I'm not trying to be cagey, only precise. For on the one hand, it is my
responsibility, if I want to claim to have supplied a full and complete
interpretation of how Pirsig's philosophy fits together, to take the hot
stove analogy into account somehow. But on the other side from this,
it isn't clear to me that I _cannot_ do this. I.e., I haven't a sense of
_how_ you've leveled the hot stove analogy _as_ an objection. It
looks to me, rather, that you were taking advantage of known facts
about my distaste for it (or simply not revealing what precisely the
shape of its problem is for me).
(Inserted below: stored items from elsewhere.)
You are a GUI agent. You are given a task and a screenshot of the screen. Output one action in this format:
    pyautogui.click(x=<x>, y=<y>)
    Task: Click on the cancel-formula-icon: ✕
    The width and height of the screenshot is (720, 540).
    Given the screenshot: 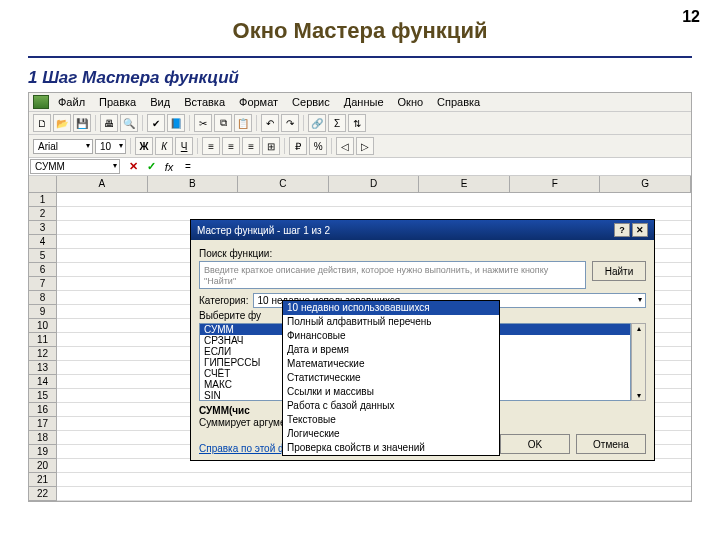 What is the action you would take?
    pyautogui.click(x=133, y=167)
Your objection there seems to have
been that I _haven't_ accounted of it, rather than that I _can't_. And,
I confess again, I don't have that account yet, but it's only a damning
objection in the "can't" form. (In the "haven't" form it is rather an
ongoing suspicion.) It's not your responsibility to tell me what my
problems are, but you can't take advantage either of things I've
sensed as potential problems, but not given any definition to. It
would be a boon to me if you did help give that definition, but I
haven't yet a sense of what that shape is.